TOURISM STAKEHOLDERS BLAME VAT ON PARK FEES FOR DOWNTURN
(Posted 15th March 2015)
Less visitors on safari, less park fees earned – this is a simple equation. KWS, the Kenya Wildlife Service, suffered a serious downturn in financial fortunes over the past year but when the organization attributed the negative trend simply to the prevailing situation vis a vis anti-travel advisories where several key stakeholders swift to react with their own version.
‘It was the government’s bad decision to slap 16 percent VAT on entrance fees which fueled the decline in park visitors’ was a regular Mombasa based source swift to claim before adding ‘And it is not that we did not warn them. Raidsng park fees to start with into a declining market was wrong. Adding VAT on tourism services was and is the wrong move. Tourism is globally acknowledged to be an invisible export. Exports of the conventional kind are not subject to VAT. Making tourism services a VAT item was not just wrong but brought two government policies into conflict. To compound it has government not listened to a thing we told them and faced with the consequences of their action now they lament and blame.
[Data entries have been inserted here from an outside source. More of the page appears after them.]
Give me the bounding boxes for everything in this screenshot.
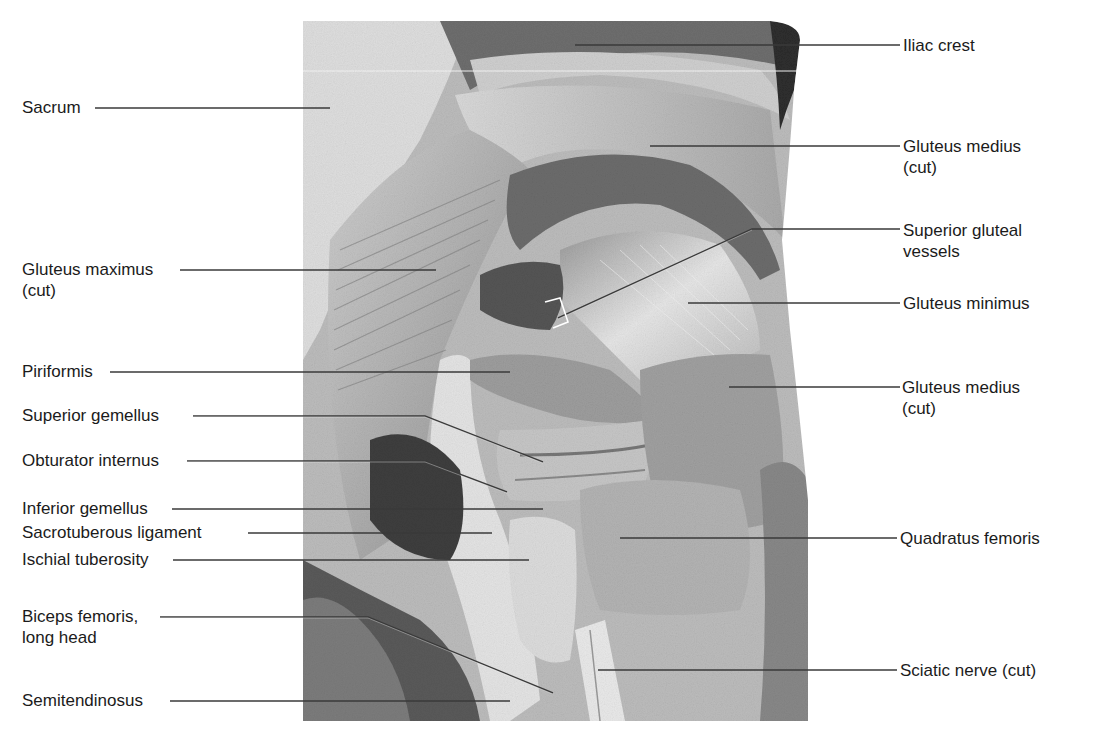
label-gluteus-medius-lower: Gluteus medius(cut) (902, 377, 1020, 419)
label-iliac-crest: Iliac crest (903, 35, 975, 56)
label-inferior-gemellus: Inferior gemellus (22, 498, 148, 519)
label-obturator-internus: Obturator internus (22, 450, 159, 471)
label-sciatic-nerve: Sciatic nerve (cut) (900, 660, 1036, 681)
label-superior-gluteal-vessels: Superior glutealvessels (903, 220, 1022, 262)
dissection-photo (0, 0, 1106, 736)
anatomy-figure: Sacrum Gluteus maximus(cut) Piriformis S… (0, 0, 1106, 736)
label-gluteus-medius-upper: Gluteus medius(cut) (903, 136, 1021, 178)
label-gluteus-minimus: Gluteus minimus (903, 293, 1030, 314)
label-sacrotuberous-ligament: Sacrotuberous ligament (22, 522, 202, 543)
label-biceps-femoris: Biceps femoris,long head (22, 606, 138, 648)
label-semitendinosus: Semitendinosus (22, 690, 143, 711)
label-quadratus-femoris: Quadratus femoris (900, 528, 1040, 549)
label-sacrum: Sacrum (22, 97, 81, 118)
label-piriformis: Piriformis (22, 361, 93, 382)
label-gluteus-maximus: Gluteus maximus(cut) (22, 259, 153, 301)
label-ischial-tuberosity: Ischial tuberosity (22, 549, 149, 570)
label-superior-gemellus: Superior gemellus (22, 405, 159, 426)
I am sure that the document our leaders produced how best to find a way into recovery includes that issue, to remove VAT from tourism services. But of course it also requires financial discipline by government of various levels to live within their means. The new layers of government, while meant to be of benefit for Kenyans, have been disappointing to say the least. In fact, were we to vote again on the constitution we would kick it out now that we know how it created more political fat cats’.
KWS meanwhile feels the crunch at a time when more manpower and investment in high tech is required to keep the poaching menace under control, tasks hard to reconcile and finance when income has dropped by significant margins. The level of poaching rhinos and elephant last year reached the highest levels for many years and in fact only days after President Uhuru Kenyatta burned tons of confiscated blood ivory in an act of defiance to show the world that the ivory trade needs to be banned for good, did reports come in from one of the poaching hotspots in in the Tsavo area, that a further seven elephant had been slaughtered for their tusks.
‘I don’t want to gloat but it is exactly what we told this government and they did not listen. Their choices were all wrong about tourism since they came to office and the Kibaki government too made huge errors in judgment when they cut tourism marketing funding ahead of an election year. Frankly, they just had no clue what they were doing and the minister then, like the minister now, lacked the force to bang the cabinet table like Balala [Najib Balala, one of Kenya’s most highly regarded tourism
ministers, who was sacked by his then party leader Raila Odinga when he stood
up to him and called him a dictator] did when he fought for the tourism sector. It has all just horribly gone wrong and every day delay to act on the recommendations of the tourism recovery taskforce will bring more misery’ let a regular coast based contributor fly when asked yesterday to comment, before asking not to be named.
Be it as it may, KWS and Kenya’s tourism industry does face challenges and it is high time that the organization gets a new board of directors to help guide the organization and find a way forward in conjunction with Kenya’s private tourism sector to revive what used to be a backbone and pillar of the local economy.